DIRECTIONS FOR THIS TASK: Below, some lines carry pictures; leave those pictures out and retype exactly the lines from the one with "Identify the location" through the one with "The width and".

RECORDS TO USE:
════════
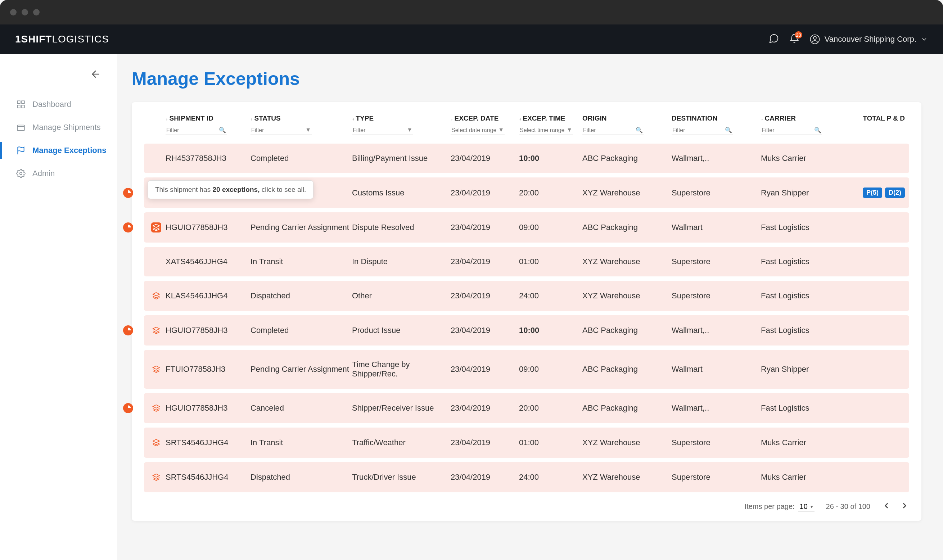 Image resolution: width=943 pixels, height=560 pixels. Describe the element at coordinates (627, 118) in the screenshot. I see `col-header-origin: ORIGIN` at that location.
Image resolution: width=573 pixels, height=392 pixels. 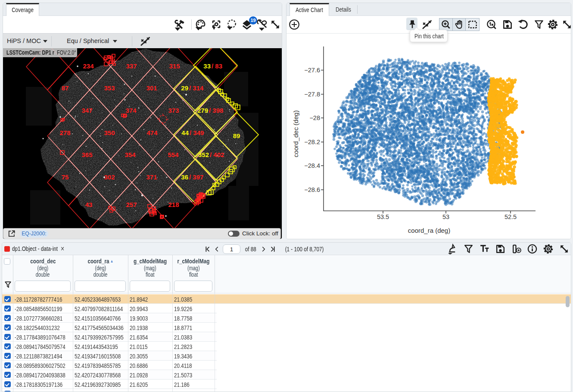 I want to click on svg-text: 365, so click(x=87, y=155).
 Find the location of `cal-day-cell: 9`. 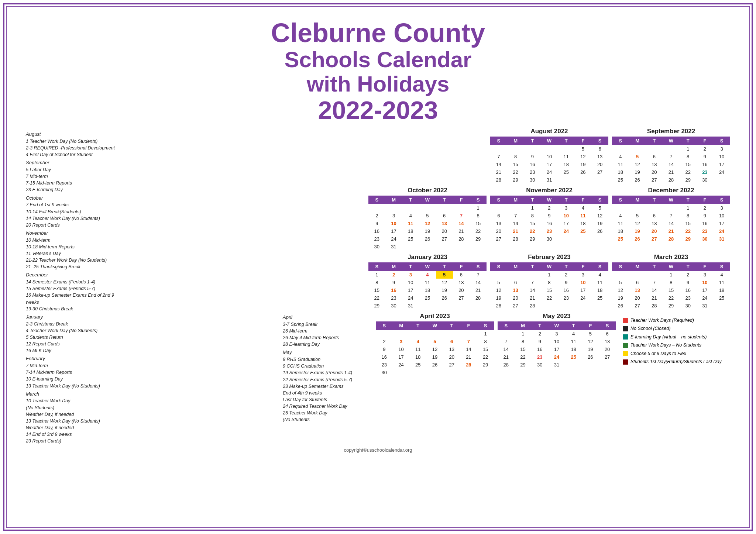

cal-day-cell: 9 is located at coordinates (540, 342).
════════
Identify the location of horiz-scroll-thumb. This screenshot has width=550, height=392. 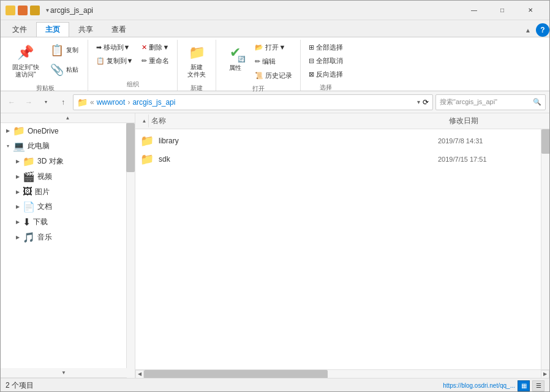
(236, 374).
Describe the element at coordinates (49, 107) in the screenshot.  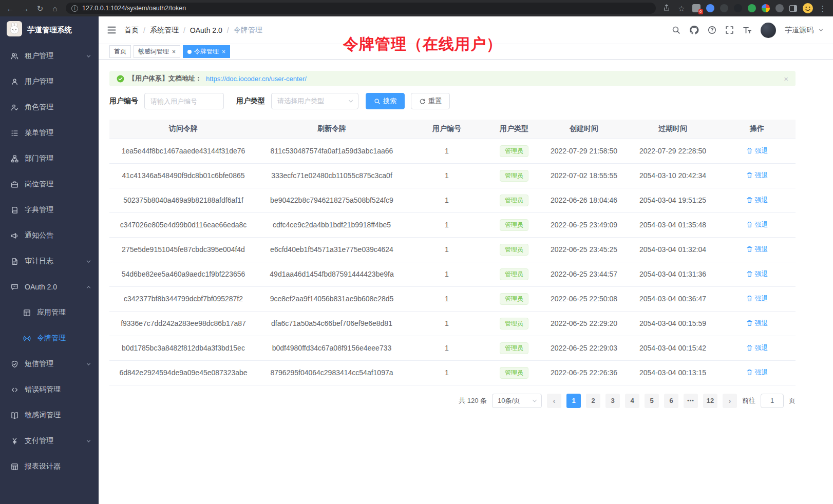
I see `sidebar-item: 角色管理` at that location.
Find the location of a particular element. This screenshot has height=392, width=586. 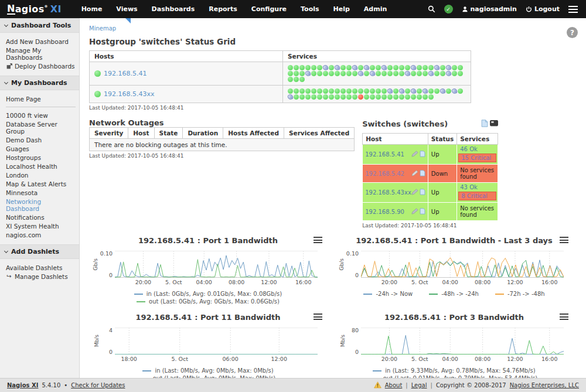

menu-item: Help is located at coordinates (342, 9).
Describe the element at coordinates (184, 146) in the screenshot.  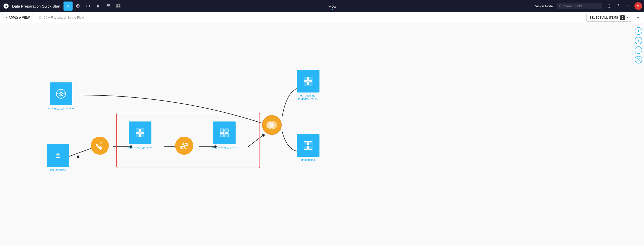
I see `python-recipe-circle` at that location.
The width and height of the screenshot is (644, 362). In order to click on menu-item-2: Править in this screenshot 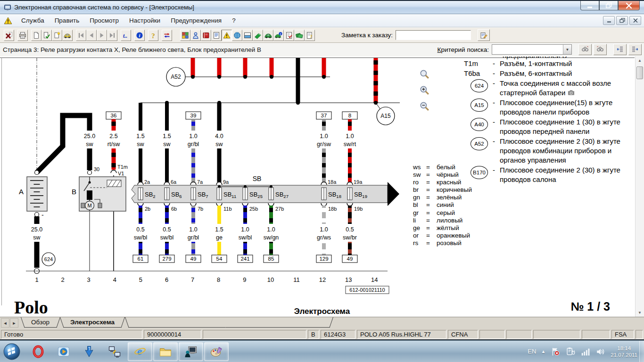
════════
YOUR RESPONSE:
Identify the location of horiz-scroll-thumb. This screenshot has width=550, height=392. 
(236, 374).
Describe the element at coordinates (49, 107) in the screenshot.  
I see `sidebar-item: 角色管理` at that location.
Find the location of a particular element. This screenshot has height=392, width=586. 

menu-item: Help is located at coordinates (342, 9).
Describe the element at coordinates (184, 146) in the screenshot.  
I see `python-recipe-circle` at that location.
The width and height of the screenshot is (644, 362). In order to click on menu-item-2: Править in this screenshot 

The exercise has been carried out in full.